I went into “The Shrouded Woman” thinking I’d get a short, moody novella about love, loss, and maybe a little existential angst. What I did not expect was to spend most of the book slowly realizing that the narrator is… dead. Or possibly dying. Or possibly just extremely committed to dissociation. Honestly, it takes a minute. Or several pages. Or half the book.
The story opens with a woman lying in a coffin, listening to people talk about her as if she’s not there. Which is already bold. From there, Maria Luisa Bombal takes us deep inside the narrator’s thoughts as she drifts between memory, fantasy, desire, and resentment, mostly centered around her emotionally unavailable husband, Antonio. Classic. What makes this book weird in the best way is that time barely exists. Memories crash into each other, emotions feel more real than facts, and the narrator’s inner life becomes more important than what’s actually happening around her.
Reading this feels less like following a plot and more like eavesdropping on someone’s most private thoughts at 3 a.m. There’s no neat timeline, no clear explanations, and definitely no emotional closure. But that’s kind of the point. Bombal is way more interested in how it feels to be trapped in a loveless marriage, silenced, and emotionally erased than in spelling things out for the reader.
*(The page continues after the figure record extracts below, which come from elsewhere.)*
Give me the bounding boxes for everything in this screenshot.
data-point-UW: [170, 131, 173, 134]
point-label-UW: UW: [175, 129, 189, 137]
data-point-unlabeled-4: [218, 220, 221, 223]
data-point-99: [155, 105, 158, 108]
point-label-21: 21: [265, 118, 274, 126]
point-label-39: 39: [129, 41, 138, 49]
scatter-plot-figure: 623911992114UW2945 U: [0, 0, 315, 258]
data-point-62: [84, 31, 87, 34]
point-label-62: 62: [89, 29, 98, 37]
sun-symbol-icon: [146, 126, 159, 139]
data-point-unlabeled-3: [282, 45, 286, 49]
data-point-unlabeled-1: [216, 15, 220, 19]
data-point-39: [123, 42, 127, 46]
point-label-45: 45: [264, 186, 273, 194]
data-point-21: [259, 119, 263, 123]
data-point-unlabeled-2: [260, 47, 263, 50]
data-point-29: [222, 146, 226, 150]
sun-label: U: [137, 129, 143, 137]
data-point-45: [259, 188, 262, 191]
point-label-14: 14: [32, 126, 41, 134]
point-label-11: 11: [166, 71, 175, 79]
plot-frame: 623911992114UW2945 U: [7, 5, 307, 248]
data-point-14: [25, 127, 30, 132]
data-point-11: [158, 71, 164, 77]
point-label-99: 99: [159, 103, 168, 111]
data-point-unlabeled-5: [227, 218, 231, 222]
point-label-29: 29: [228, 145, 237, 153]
The narrator may be physically dead, but emotionally, she’s been ignored for years.
What really stands out is how intense and poetic the prose is. Everything is drenched in sensation, smells, sounds, textures, memories of nature. At times it feels romantic and dreamy, and at others it feels suffocating. Love isn’t portrayed as comforting or stable here, it’s obsessive, painful, and one-sided. The narrator doesn’t just miss Antonio, she’s consumed by the version of him she invented in her head. Relatable? Unfortunately, yes.
Despite how heavy the themes are, the book is strangely compelling. It’s short, but it packs an emotional punch, and once you realize what’s going on, the earlier confusion starts to make sense. The Shrouded Woman isn’t a book you read for answers. It’s a book you read to sit with discomfort, longing, and the realization that being seen and loved might matter more than being alive.
In the end, Bombal leaves us with a haunting question: if someone never truly listened to you while you were alive, do they deserve to hear you once you’re gone?